Fairness Metrics: Group, Individual, and Calibration Parity
Group Fairness Metrics
Group fairness asks: do different demographic groups receive similar treatment in aggregate? Demographic parity: Positive prediction rates should be equal across groups. If 40% of Group A gets approved, 40% of Group B should too. Equalized odds: True positive rate and false positive rate should be equal across groups. If 90% of qualified Group A members get approved, 90% of qualified Group B members should too. Equal opportunity: A relaxed version requiring only equal true positive rates. These metrics treat groups as monolithic, ignoring individual variation.
Individual Fairness Metrics
Individual fairness asks: are similar individuals treated similarly?

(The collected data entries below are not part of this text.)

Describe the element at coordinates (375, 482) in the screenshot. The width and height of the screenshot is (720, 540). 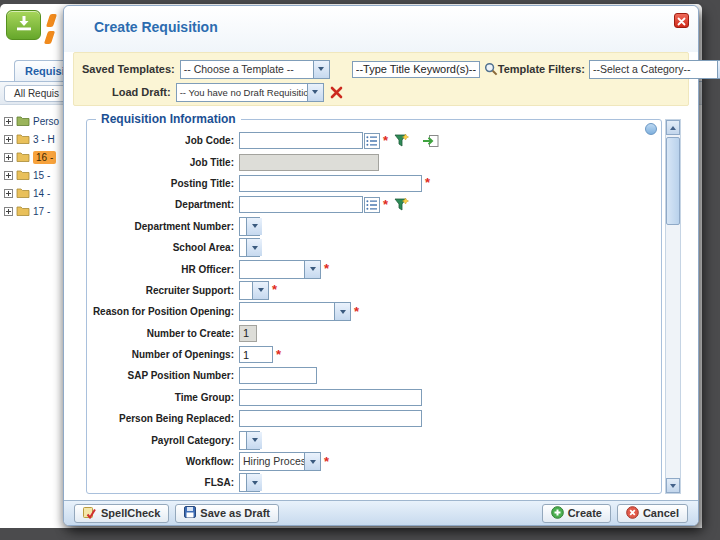
I see `form-row: FLSA:` at that location.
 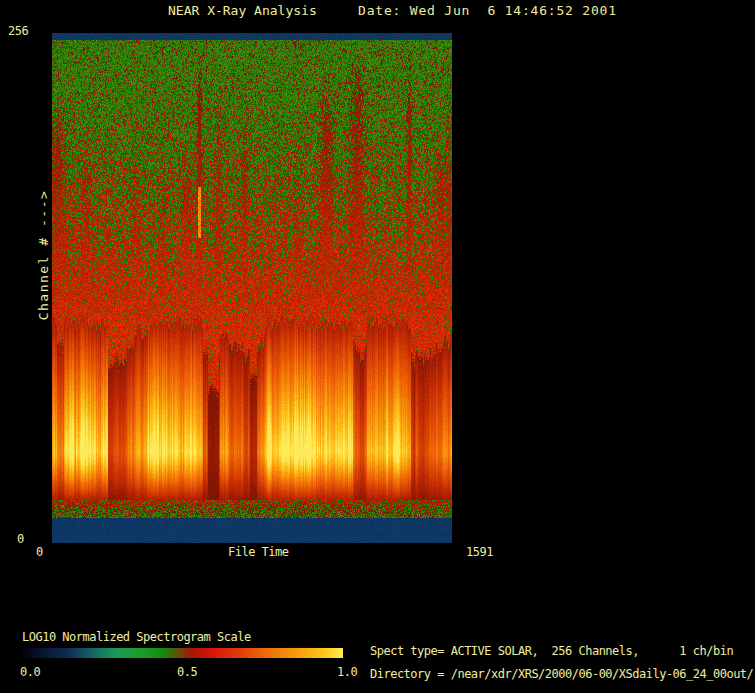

Two applicants with identical qualifications should receive identical predictions regardless of group membership. The challenge: defining similarity. What features determine similarity? If zip code is included, and zip codes correlate with race, you embed bias in your similarity definition. Counterfactual fairness: would the prediction change if only the protected attribute changed? For the same person, changing their gender should not change the prediction. Implementation requires causal models to identify which features depend on protected attributes.
Calibration Parity
Calibration asks: when the model predicts 80% probability, does the event occur 80% of the time for all groups? A well-calibrated model saying "80% chance of loan default" should see 80% default rate for both men and women. Miscalibration is common: models often overpredict risk for minority groups (predicting 80% default when actual rate is 50%). Recalibration fits separate probability mappings per group, adjusting predictions post-hoc. Check calibration with reliability diagrams plotting predicted versus actual probabilities per group.